Less money but more drugs in Spain

INSTEAD of reducing drug-taking and trafficking, Spain’s economic crisis has produced an increase in both.

Another side-effect of the recession was the considerable reduction in national and regional funding for drugs programmes, said Joao Castel-Branco at the third annual Families, Adolescents and Drugs Conference in Bilbao.

The opening session was attended by Queen Sofia, president of FAD, the addiction support group behind the conference, and Health minister Leire Pajin.

Castel-Branco, president of the EU’s Monitoring Centre for Drugs and Drug Addiction (EMCDDA) told the conference that drug-taking was changing.

Twenty years ago drugs were associated with social exclusion and discrimination, he said, but since the 1990s their use was increasingly recreational despite continual campaigns warning of their dangers.
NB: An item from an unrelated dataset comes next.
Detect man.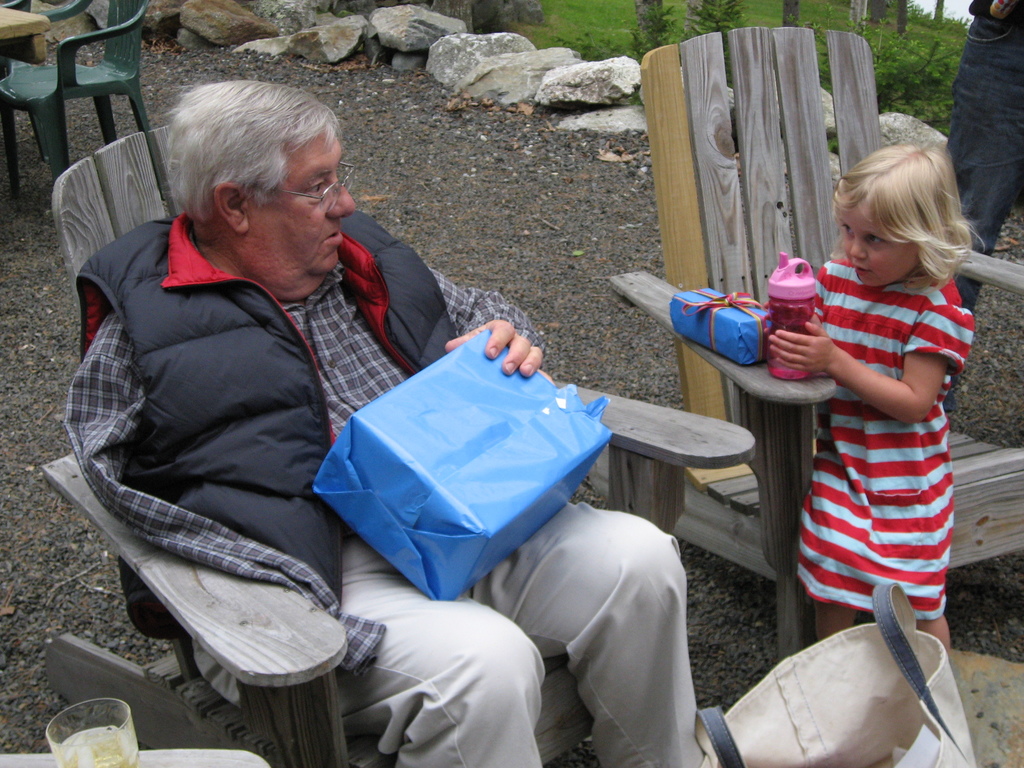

Drugs were being taken specifically for pleasure and although drug addiction was waning all over Europe, this did not mean that drug taking had decreased, Castel-Branco explained.  Drugs were a means of escape but for small-scale traffickers and pushers they were also a means of survival.
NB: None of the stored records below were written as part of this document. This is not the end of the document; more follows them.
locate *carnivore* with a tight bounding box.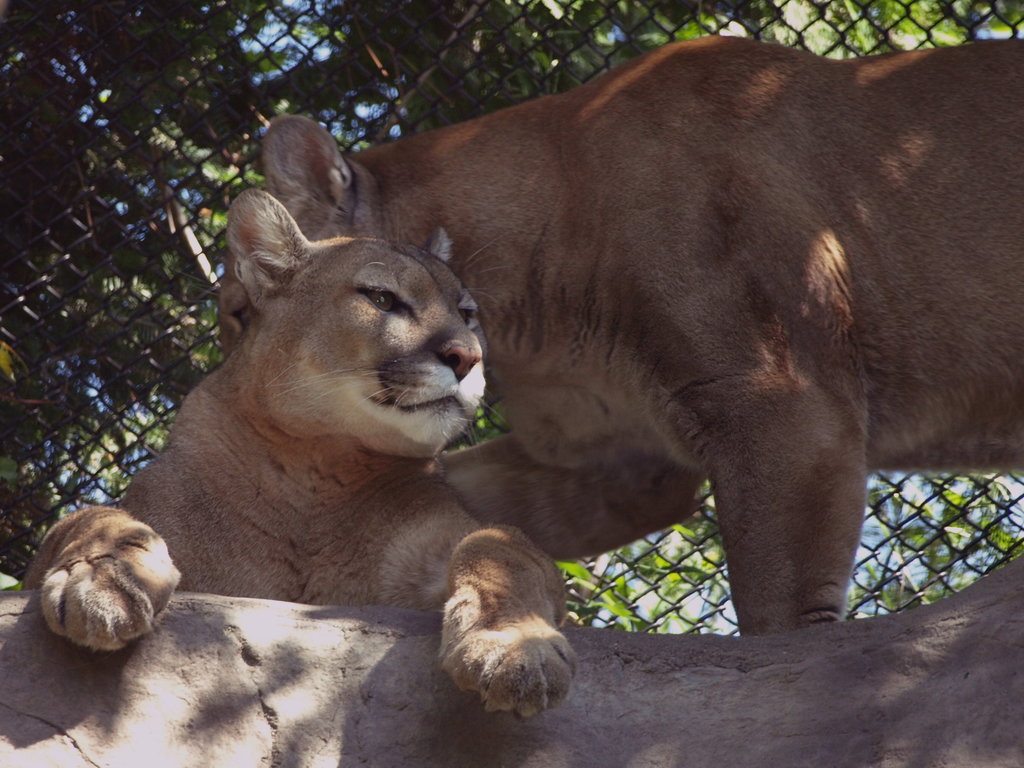
[223,24,1023,643].
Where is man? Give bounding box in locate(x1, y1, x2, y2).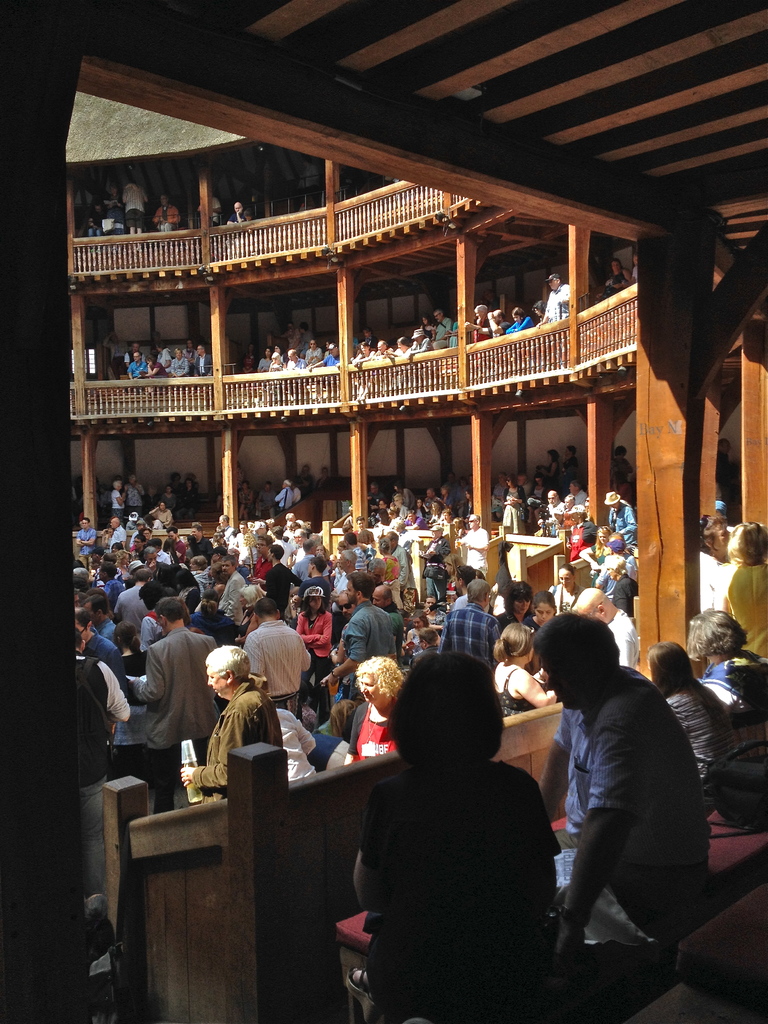
locate(324, 571, 388, 697).
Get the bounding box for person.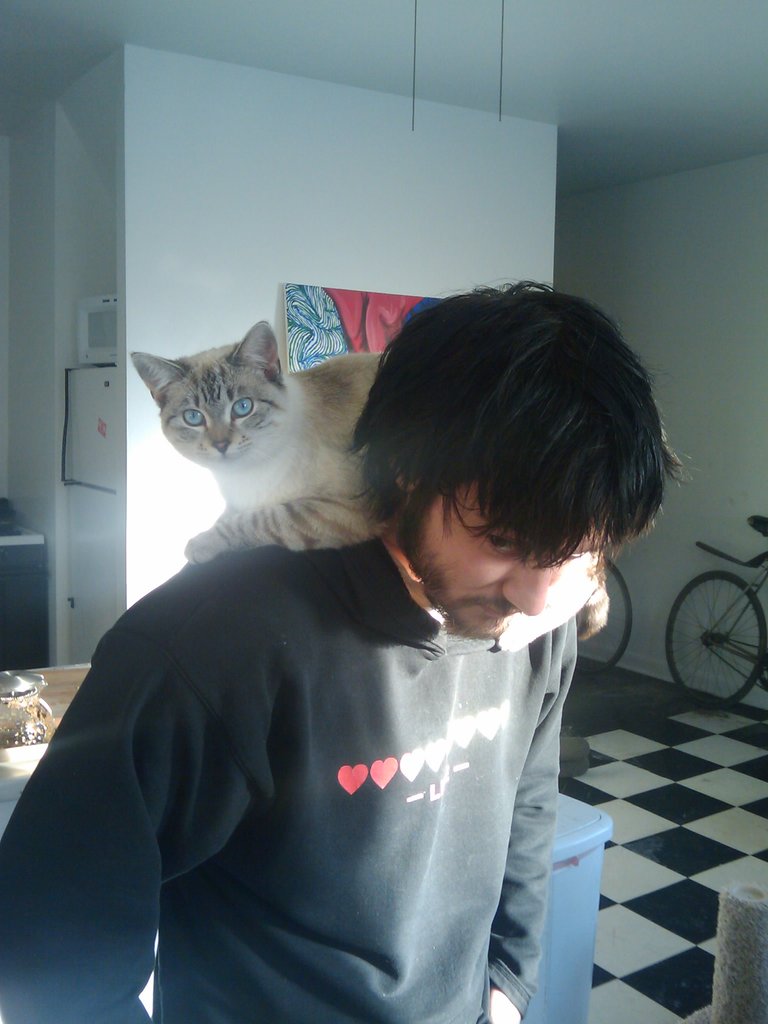
region(63, 244, 689, 1009).
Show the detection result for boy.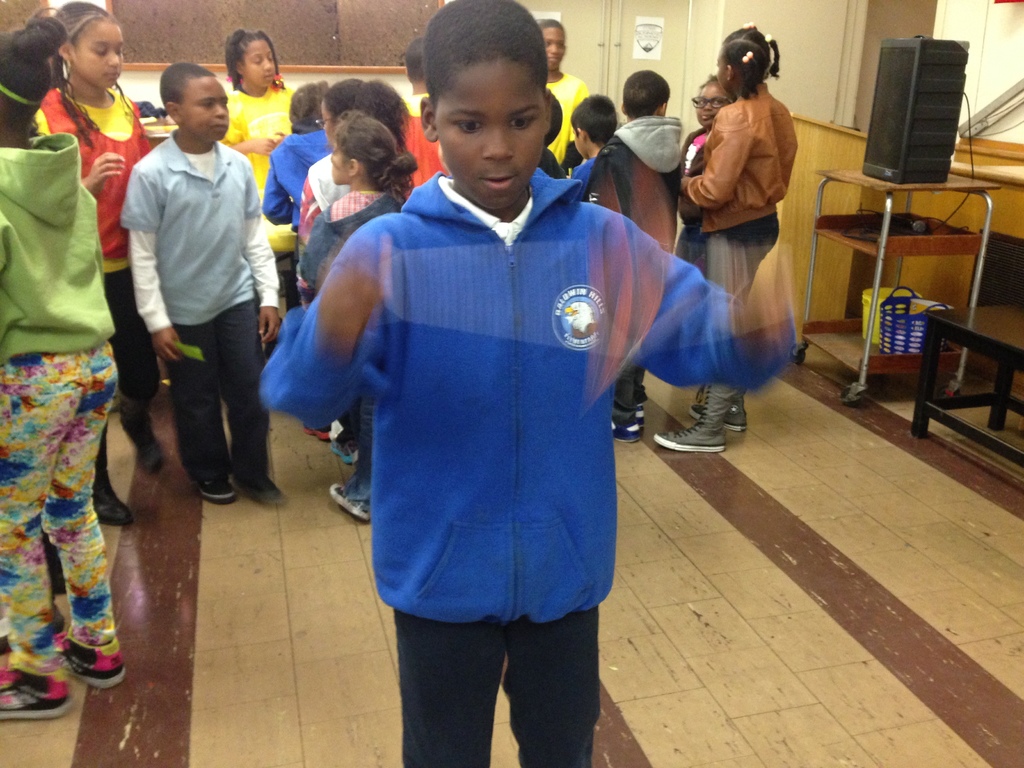
<bbox>584, 72, 684, 442</bbox>.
These two motives, together with government spending cuts that affected services dedicated to drugs problems, could lead to future problems in Spain and other crisis-hit countries, he predicted.

Health Minister Leire Pajin, another of the opening session’s speakers, stressed the importance of the agreement regarding alcohol and underage drinkers, included in the government’s National Drugs Plan.

The present picture was one of multiple consumption of leisure drugs not perceived as threats by users who were otherwise fully integrated into Spanish society, lamented Pajin.